WASHINGTON — A top Republican said more money should be spent to improve diplomatic security after the attack on the U.S. compound in Libya, as Republicans continued their assault of President Barack Obama’s handling of the situation.
“We need to start spending that money and not claim that we don’t have enough money,” Rep. Darrell Issa, chairman of the House oversight committee, said Sunday on CBS’s “Face the Nation.” “If there needs to be supplemental money, of course Congress would respond.”
Republicans have led efforts in recent years to cut federal spending as part of a broader campaign to reduce the size of government, and Congress has repeatedly approved lower levels of funding for the State Department than the White House has sought — though some specific embassy security accounts have been bolstered, aides said.
More money can be made available by tapping unspent funds, Republicans said, or approving a supplemental appropriation, which would require a vote of Congress. Congress is in recess until after the Nov. 6 election.
The top Democrat on the oversight committee, Rep. Elijah Cummings of Maryland, said on the same show that additional money should be made available.
The attacks on the diplomatic mission in Benghazi on the anniversary of the 9-11 attacks killed the U.S. ambassador and three other Americans, and continues to roil the presidential campaign as the White House’s shifting narrative on the event has led to multiple congressional and administration investigations. The White House initially said the attacks grew from anti-American protests over a Californian’s film depiction of the prophet Muhammad, similar to protests in Egypt. But administration officials have since said it was believed to be a terrorist attack.
“Very incompetent or very misleading,” Sen. Lindsey Graham of South Carolina, a top Republican on the Armed Services Committee, said on the same Sunday show.
Obama has held a lead on national security issues over Republican presidential nominee Mitt Romney. But criticisms over the White House’s handling of the Benghazi attack have pushed foreign policy issues back to the forefront.
Republicans sought Sunday to compare Obama’s reaction to the Libya incident to former President George W. Bush’s “Mission Accomplished” declaration — when the Republican president prematurely announced that the main aspects of the Iraq war were finished; violence, in fact, flared and it would be years before the ultimate withdrawal of troops.
“Iraq was falling apart and you couldn’t get the truth from the Bush administration; the Mid-East is falling apart and they’re trying to spin what happened in Libya,” Graham said.
“We’re going through a ‘Mission Accomplished’ moment,” Issa said.
In advance of a congressional hearing last week, former officials said they had warned of security concerns and sought additional funds, but the State Department declined to beef up the security at the embassy in Tripoli.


Directions: Copy every record exactly, and keep the pictures out.

=== Section Start ===

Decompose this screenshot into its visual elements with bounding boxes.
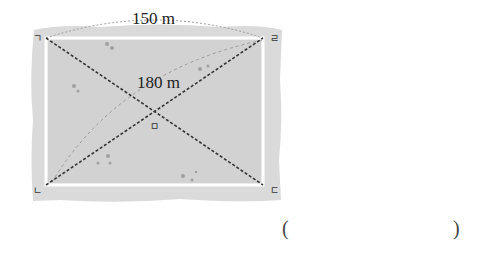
center-label: ㅁ: [150, 121, 159, 132]
diagonal-length-label: 180 m: [137, 73, 180, 92]
answer-value[interactable]: [300, 220, 440, 240]
corner-label-bottom-right: ㄷ: [270, 185, 279, 196]
top-length-label: 150 m: [132, 9, 175, 28]
corner-label-top-right: ㄹ: [270, 33, 279, 44]
rectangle-field-diagram: 150 m 180 m ㄱ ㄹ ㄴ ㄷ ㅁ: [0, 0, 480, 253]
answer-open-paren: (: [282, 217, 289, 240]
corner-label-top-left: ㄱ: [33, 33, 42, 44]
answer-close-paren: ): [453, 217, 460, 240]
corner-label-bottom-left: ㄴ: [33, 185, 42, 196]
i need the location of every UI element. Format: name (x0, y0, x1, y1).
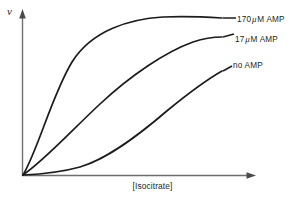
curve-no-amp (23, 71, 222, 175)
curve-label-17-um-amp: 17μM AMP (235, 35, 278, 44)
x-axis-label: [Isocitrate] (0, 181, 305, 191)
curve-label-17-value: 17 (235, 35, 245, 44)
curve-17-um-amp (23, 37, 222, 175)
curve-label-170-unit: M AMP (257, 15, 284, 24)
curve-label-170-value: 170 (237, 15, 251, 24)
leader-line-17 (223, 34, 234, 37)
curve-label-17-unit: M AMP (251, 35, 278, 44)
y-axis-arrowhead (19, 9, 26, 19)
kinetics-figure: v [Isocitrate] 170μM AMP 17μM AMP no AMP (0, 0, 305, 201)
plot-area (0, 0, 305, 201)
curve-label-no-amp-text: no AMP (233, 61, 263, 70)
curve-170-um-amp (23, 17, 222, 175)
curve-label-no-amp: no AMP (233, 62, 263, 70)
x-axis-arrowhead (247, 172, 257, 179)
y-axis-label: v (7, 6, 12, 17)
leader-line-no-amp (223, 66, 232, 71)
curve-label-170-um-amp: 170μM AMP (237, 15, 285, 24)
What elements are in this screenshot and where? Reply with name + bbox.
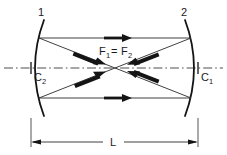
- optics-figure: 1 2 F 1 = F 2 C 2 C 1 L: [0, 0, 227, 155]
- focal-point-label-equals: =: [111, 45, 117, 57]
- length-dimension-label: L: [110, 136, 116, 148]
- dimension-arrowhead-right-icon: [188, 139, 198, 144]
- focal-point-label-f2-sub: 2: [128, 51, 132, 60]
- ray-bottom-arrowhead-icon: [122, 94, 132, 102]
- ray-bottom-arrow-tail: [104, 97, 124, 100]
- center-curvature-left-sub: 2: [42, 77, 46, 86]
- center-curvature-right-sub: 1: [209, 77, 213, 86]
- ray-top-arrow-tail: [104, 37, 124, 40]
- mirror-left-label: 1: [38, 6, 44, 18]
- dimension-arrowhead-left-icon: [31, 139, 41, 144]
- ray-top-arrowhead-icon: [122, 34, 132, 42]
- center-curvature-left-label: C: [34, 71, 42, 83]
- center-curvature-right-label: C: [201, 71, 209, 83]
- mirror-right-label: 2: [181, 6, 187, 18]
- confocal-resonator-diagram: 1 2 F 1 = F 2 C 2 C 1 L: [0, 0, 227, 155]
- focal-point-label-f1: F: [99, 45, 106, 57]
- focal-point-label-f2: F: [121, 45, 128, 57]
- focal-point-label-f1-sub: 1: [106, 51, 110, 60]
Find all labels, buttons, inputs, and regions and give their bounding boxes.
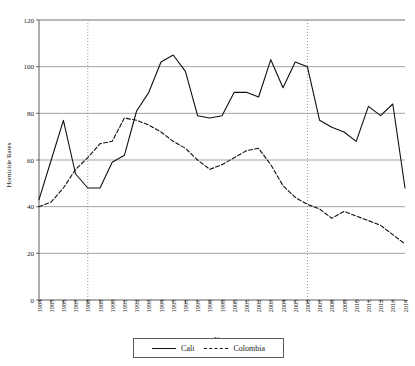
x-tick-label-1992: 1992 <box>133 300 140 313</box>
x-tick-label-2001: 2001 <box>243 300 250 313</box>
x-tick-label-1989: 1989 <box>97 300 104 313</box>
y-tick-label-20: 20 <box>27 250 35 258</box>
x-tick-label-1997: 1997 <box>194 299 201 313</box>
x-tick-label-1999: 1999 <box>219 300 226 313</box>
legend-label-colombia: Colombia <box>233 344 265 353</box>
y-tick-group: 020406080100120 <box>24 17 40 305</box>
x-tick-label-1998: 1998 <box>206 300 213 313</box>
x-tick-label-2014: 2014 <box>402 299 409 313</box>
y-tick-label-100: 100 <box>24 63 35 71</box>
x-tick-label-2000: 2000 <box>231 300 238 313</box>
x-tick-label-1988: 1988 <box>84 300 91 313</box>
x-tick-label-1990: 1990 <box>109 300 116 313</box>
x-tick-label-1993: 1993 <box>145 300 152 313</box>
x-tick-label-2011: 2011 <box>365 300 372 313</box>
legend-item-colombia: Colombia <box>204 344 265 353</box>
x-tick-label-1987: 1987 <box>72 299 79 313</box>
x-tick-label-2004: 2004 <box>280 299 287 313</box>
legend-label-cali: Cali <box>181 344 194 353</box>
series-group <box>39 55 405 244</box>
x-tick-label-2002: 2002 <box>255 300 262 313</box>
y-tick-label-0: 0 <box>31 297 35 305</box>
x-tick-label-1984: 1984 <box>36 299 43 313</box>
x-tick-label-1994: 1994 <box>158 299 165 313</box>
y-tick-label-40: 40 <box>27 203 35 211</box>
x-tick-label-1996: 1996 <box>182 299 189 313</box>
legend-swatch-dashed-icon <box>204 348 228 349</box>
series-line-cali <box>39 55 405 200</box>
x-tick-label-1986: 1986 <box>60 299 67 313</box>
x-tick-label-2010: 2010 <box>353 300 360 313</box>
y-tick-label-80: 80 <box>27 110 35 118</box>
x-tick-label-2009: 2009 <box>341 300 348 313</box>
x-tick-label-2003: 2003 <box>267 300 274 313</box>
x-tick-label-2008: 2008 <box>328 300 335 313</box>
x-tick-label-1991: 1991 <box>121 300 128 313</box>
legend-swatch-solid-icon <box>152 348 176 349</box>
line-chart-plot: 020406080100120 198419851986198719881989… <box>0 0 415 366</box>
y-axis-title: Homicide Rates <box>5 142 13 187</box>
homicide-rates-chart-figure: 020406080100120 198419851986198719881989… <box>0 0 415 366</box>
x-tick-label-2013: 2013 <box>389 300 396 313</box>
x-tick-label-2005: 2005 <box>292 300 299 313</box>
x-tick-label-1985: 1985 <box>48 300 55 313</box>
y-tick-label-60: 60 <box>27 157 35 165</box>
x-tick-label-1995: 1995 <box>170 300 177 313</box>
chart-legend: Cali Colombia <box>133 338 284 358</box>
x-tick-group: 1984198519861987198819891990199119921993… <box>36 299 409 313</box>
legend-item-cali: Cali <box>152 344 194 353</box>
y-tick-label-120: 120 <box>24 17 35 25</box>
x-tick-label-2012: 2012 <box>377 300 384 313</box>
x-tick-label-2006: 2006 <box>304 299 311 313</box>
x-tick-label-2007: 2007 <box>316 299 323 313</box>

=== Section End ===

Task result:
Decompose this screenshot into its visual elements with bounding boxes.
center-label: ㅁ: [150, 121, 159, 132]
diagonal-length-label: 180 m: [137, 73, 180, 92]
answer-value[interactable]: [300, 220, 440, 240]
corner-label-bottom-right: ㄷ: [270, 185, 279, 196]
top-length-label: 150 m: [132, 9, 175, 28]
corner-label-top-right: ㄹ: [270, 33, 279, 44]
rectangle-field-diagram: 150 m 180 m ㄱ ㄹ ㄴ ㄷ ㅁ: [0, 0, 480, 253]
answer-open-paren: (: [282, 217, 289, 240]
corner-label-top-left: ㄱ: [33, 33, 42, 44]
answer-close-paren: ): [453, 217, 460, 240]
corner-label-bottom-left: ㄴ: [33, 185, 42, 196]
i need the location of every UI element. Format: name (x0, y0, x1, y1).
curve-no-amp (23, 71, 222, 175)
curve-label-17-um-amp: 17μM AMP (235, 35, 278, 44)
x-axis-label: [Isocitrate] (0, 181, 305, 191)
curve-label-17-value: 17 (235, 35, 245, 44)
curve-17-um-amp (23, 37, 222, 175)
curve-label-170-unit: M AMP (257, 15, 284, 24)
curve-label-170-value: 170 (237, 15, 251, 24)
leader-line-17 (223, 34, 234, 37)
curve-label-17-unit: M AMP (251, 35, 278, 44)
y-axis-arrowhead (19, 9, 26, 19)
kinetics-figure: v [Isocitrate] 170μM AMP 17μM AMP no AMP (0, 0, 305, 201)
plot-area (0, 0, 305, 201)
curve-label-no-amp-text: no AMP (233, 61, 263, 70)
curve-170-um-amp (23, 17, 222, 175)
curve-label-no-amp: no AMP (233, 62, 263, 70)
x-axis-arrowhead (247, 172, 257, 179)
y-axis-label: v (7, 6, 12, 17)
leader-line-no-amp (223, 66, 232, 71)
curve-label-170-um-amp: 170μM AMP (237, 15, 285, 24)
What elements are in this screenshot and where? Reply with name + bbox.
- optics-figure: 1 2 F 1 = F 2 C 2 C 1 L: [0, 0, 227, 155]
- focal-point-label-equals: =: [111, 45, 117, 57]
- length-dimension-label: L: [110, 136, 116, 148]
- dimension-arrowhead-right-icon: [188, 139, 198, 144]
- focal-point-label-f2-sub: 2: [128, 51, 132, 60]
- ray-bottom-arrowhead-icon: [122, 94, 132, 102]
- ray-bottom-arrow-tail: [104, 97, 124, 100]
- center-curvature-left-sub: 2: [42, 77, 46, 86]
- center-curvature-right-sub: 1: [209, 77, 213, 86]
- ray-top-arrow-tail: [104, 37, 124, 40]
- mirror-left-label: 1: [38, 6, 44, 18]
- dimension-arrowhead-left-icon: [31, 139, 41, 144]
- ray-top-arrowhead-icon: [122, 34, 132, 42]
- center-curvature-left-label: C: [34, 71, 42, 83]
- center-curvature-right-label: C: [201, 71, 209, 83]
- mirror-right-label: 2: [181, 6, 187, 18]
- confocal-resonator-diagram: 1 2 F 1 = F 2 C 2 C 1 L: [0, 0, 227, 155]
- focal-point-label-f1: F: [99, 45, 106, 57]
- focal-point-label-f2: F: [121, 45, 128, 57]
- focal-point-label-f1-sub: 1: [106, 51, 110, 60]
Find all labels, buttons, inputs, and regions and give their bounding boxes.
x-tick-label-1992: 1992 <box>133 300 140 313</box>
x-tick-label-2001: 2001 <box>243 300 250 313</box>
x-tick-label-1989: 1989 <box>97 300 104 313</box>
y-tick-label-20: 20 <box>27 250 35 258</box>
x-tick-label-1997: 1997 <box>194 299 201 313</box>
x-tick-label-1999: 1999 <box>219 300 226 313</box>
legend-label-colombia: Colombia <box>233 344 265 353</box>
y-tick-group: 020406080100120 <box>24 17 40 305</box>
x-tick-label-1998: 1998 <box>206 300 213 313</box>
x-tick-label-2014: 2014 <box>402 299 409 313</box>
y-tick-label-100: 100 <box>24 63 35 71</box>
x-tick-label-2000: 2000 <box>231 300 238 313</box>
x-tick-label-1988: 1988 <box>84 300 91 313</box>
x-tick-label-1990: 1990 <box>109 300 116 313</box>
x-tick-label-1993: 1993 <box>145 300 152 313</box>
x-tick-label-2011: 2011 <box>365 300 372 313</box>
legend-item-colombia: Colombia <box>204 344 265 353</box>
x-tick-label-1987: 1987 <box>72 299 79 313</box>
x-tick-label-2004: 2004 <box>280 299 287 313</box>
legend-label-cali: Cali <box>181 344 194 353</box>
series-group <box>39 55 405 244</box>
x-tick-label-2002: 2002 <box>255 300 262 313</box>
y-tick-label-0: 0 <box>31 297 35 305</box>
x-tick-label-1984: 1984 <box>36 299 43 313</box>
x-tick-label-1994: 1994 <box>158 299 165 313</box>
y-tick-label-40: 40 <box>27 203 35 211</box>
x-tick-label-1996: 1996 <box>182 299 189 313</box>
legend-swatch-dashed-icon <box>204 348 228 349</box>
series-line-cali <box>39 55 405 200</box>
x-tick-label-1986: 1986 <box>60 299 67 313</box>
x-tick-label-2010: 2010 <box>353 300 360 313</box>
y-tick-label-80: 80 <box>27 110 35 118</box>
x-tick-label-2009: 2009 <box>341 300 348 313</box>
x-tick-label-2003: 2003 <box>267 300 274 313</box>
x-tick-label-2008: 2008 <box>328 300 335 313</box>
x-tick-label-1991: 1991 <box>121 300 128 313</box>
legend-swatch-solid-icon <box>152 348 176 349</box>
line-chart-plot: 020406080100120 198419851986198719881989… <box>0 0 415 366</box>
y-axis-title: Homicide Rates <box>5 142 13 187</box>
homicide-rates-chart-figure: 020406080100120 198419851986198719881989… <box>0 0 415 366</box>
x-tick-label-2013: 2013 <box>389 300 396 313</box>
x-tick-label-2005: 2005 <box>292 300 299 313</box>
x-tick-label-1985: 1985 <box>48 300 55 313</box>
y-tick-label-60: 60 <box>27 157 35 165</box>
x-tick-label-1995: 1995 <box>170 300 177 313</box>
chart-legend: Cali Colombia <box>133 338 284 358</box>
x-tick-group: 1984198519861987198819891990199119921993… <box>36 299 409 313</box>
legend-item-cali: Cali <box>152 344 194 353</box>
y-tick-label-120: 120 <box>24 17 35 25</box>
x-tick-label-2012: 2012 <box>377 300 384 313</box>
x-tick-label-2006: 2006 <box>304 299 311 313</box>
x-tick-label-2007: 2007 <box>316 299 323 313</box>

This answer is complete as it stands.